'Where's the Revolution'.
Where's the question mark?
Perhaps it's missing because, as ever, there are more questions than answers.
"Doesn't matter what you lose… it only matters what you choose"
'Conviction' is the word that comes to mind when I consider Jack. A few years back Di and I were invited to a New Year's Eve party at the now defunct Convent in Stroud. Enthusiastically run by maverick eccentric Matt Roberts, within minutes of arrival we were promoted from guests to Stage Manager (me) and Number 1 Cameraman (Di). It was quite a night: particularly considering Matt's generous gift of a free bar. During the soundcheck my ear was taken by a fashionably disheveled gent crouched over the piano, wrenching a beautifully baleful ballad from the ivories. There was a whiff of Tom Waits in the grainy delivery. The injury was clear, the conviction compelling. Later at the bar I was introduced to the performer as Jack Henderson. It turned out that Jack and I had something in common: he and my musical partner Marcus Cliffe had previously worked together on a project or two.
Jack and I stayed in touch and, last year, I was offered a chance to hear new songs as work in progress. The sketches were incomplete but fascinating. I offered vague encouragement and moved on. And then early this year a package dropped on my doorstep: Jack in a box! His newly completed album 'Where's the Revolution' sat atop my 'to listen to' pile and... somehow got buried.
In the meantime I'd read about Jack's need to make this a homespun album. It was clear that here was a man in command of his craft, but one who was guided as much by budget as by instinct.
“If necessity is the mother of invention then 'Where’s The Revolution' is largely the result of that confluence of necessity and invention. Sometimes limitations can be liberating and for this album I wanted to explore what would happen if I recorded, produced and more or less played everything myself whilst embracing those limitations, both physical and financial, head-on. There was no overarching manifesto and I wanted to let the songs dictate their own course and allow the imposed imperfections to constitute the very soul of the record.”
Months later, this morning I dug out the album and finally got around to breaking the seal. First impressions are that the soundscape has been vastly improved from what I'd previously heard. The production has pushed Jack's voice to the fore, but there is a musical muscularity that belies the domestic source and more than matches the muse. The arrangements are traditional songwriter fare: piano and electric guitar the primary colors. A wobbly mellotron wanders into the room occasionally to reinforce a woozy sensibility. Comparisons can be odious so let's get them out of the way early. I can hear 70s Bowie floating in the high register; Joseph Arthur lurks in the mid shadows; whilst Waits and Dylan haunt the bottom end. And yet Jack's timbre has a unique, genuinely engaging quality in its quivering delivery. As he earnestly totes the mundanities, again, 'conviction' is the byword here. You believe that Jack believes everything he's singing about.
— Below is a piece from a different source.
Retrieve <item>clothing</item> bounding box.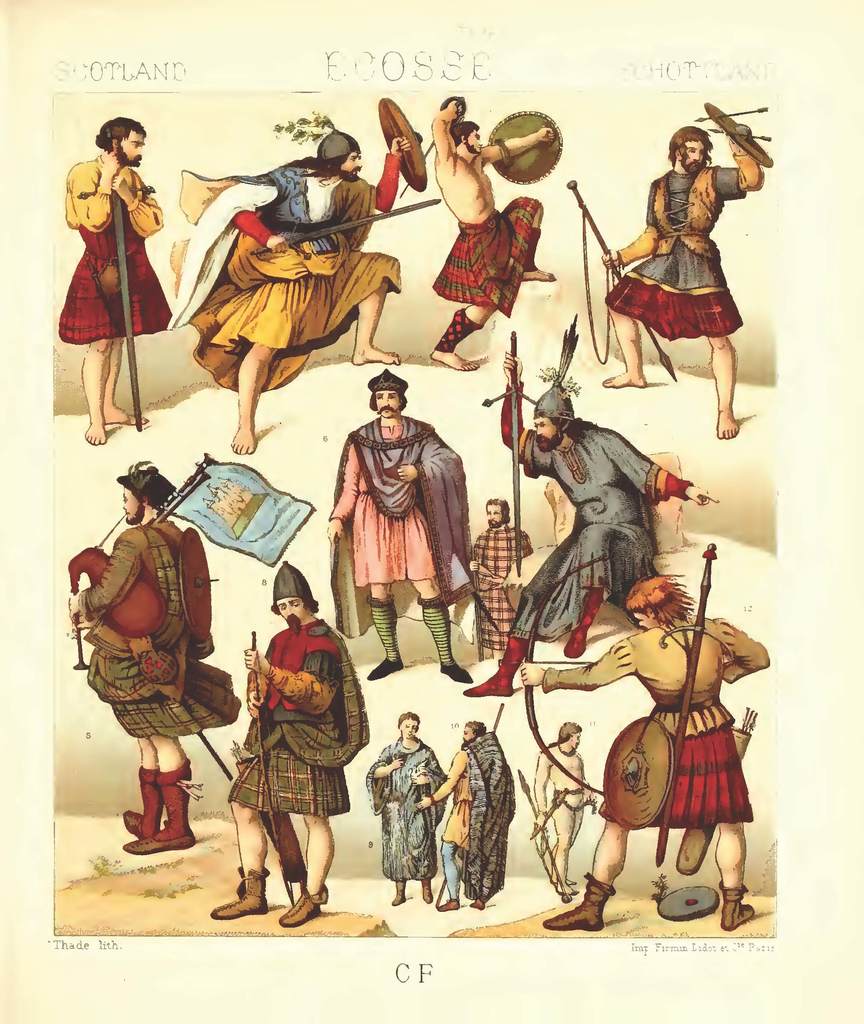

And whilst he's got nothing particularly revolutionary to say, he says it with such conviction that you can't help but buy into these passionate paeans of disillusion. I've got 'imaginatively familiar in his melancholy' scribbled down here. Jack says it so much better:
“We’re often acutely aware of our own failings. We all have the capacity for occasional acts of selfishness, anger or jealousy, but those need not be what define us. We are all capable of acts of incredible kindness and self-sacrifice too. Perhaps we begin caring for each other by forgiving and being kind to ourselves first and recognising our shared human condition. We are so much better than we think we are and if we devote our energies to building the world we want to live in and pass on to generations that follow us we become the hope that truly remains.”
Ever hopeful then, but you can tell from the title track that Jack's not a happy bunny: “I'm sick of these clockwork clowns and their silly little paper crowns. Reckless disaffection, constant disconnection, squeeze you till you’re almost sick, We don’t have to take this shit, Oh my dear, where’s the revolution now”. Thankfully, we are talking a gentle revolution here. Jack's not breaking windows; it's your heart he's after. There's compassion in abundance. 'Stars' is a beatific hymn to hope. He's too smart to tell us that he's looking up from the gutter, but you kind of get that his boots are well worn and muddy as he gazes at the heavens: a journeyman considering the journey and the journey's end. 'We are castaways: so good, so far... We are the conscious light that lingers on: a hope that will remain when we have gone."
'It's only Rain' completes the set contemplatively, reinforcing the compelling image of the slightly crumpled, flesh wounded Everyman.
'Don't be afraid, it's only rain. Nothing we haven't seen before'.
Indeed.
And yet... there's something charming in Henderson's wide-eyed injury, in the way that he catches and caresses the quotidian as 'penny drop' moments.
His is a true heart, a familiar flight, a journey worth sharing.
How could you not want for the company of a man who leaves the room thus:
"Every dying star leaves a trail across the universe. Every weary pilgrim goes on believing, and every broken heart goes on beating."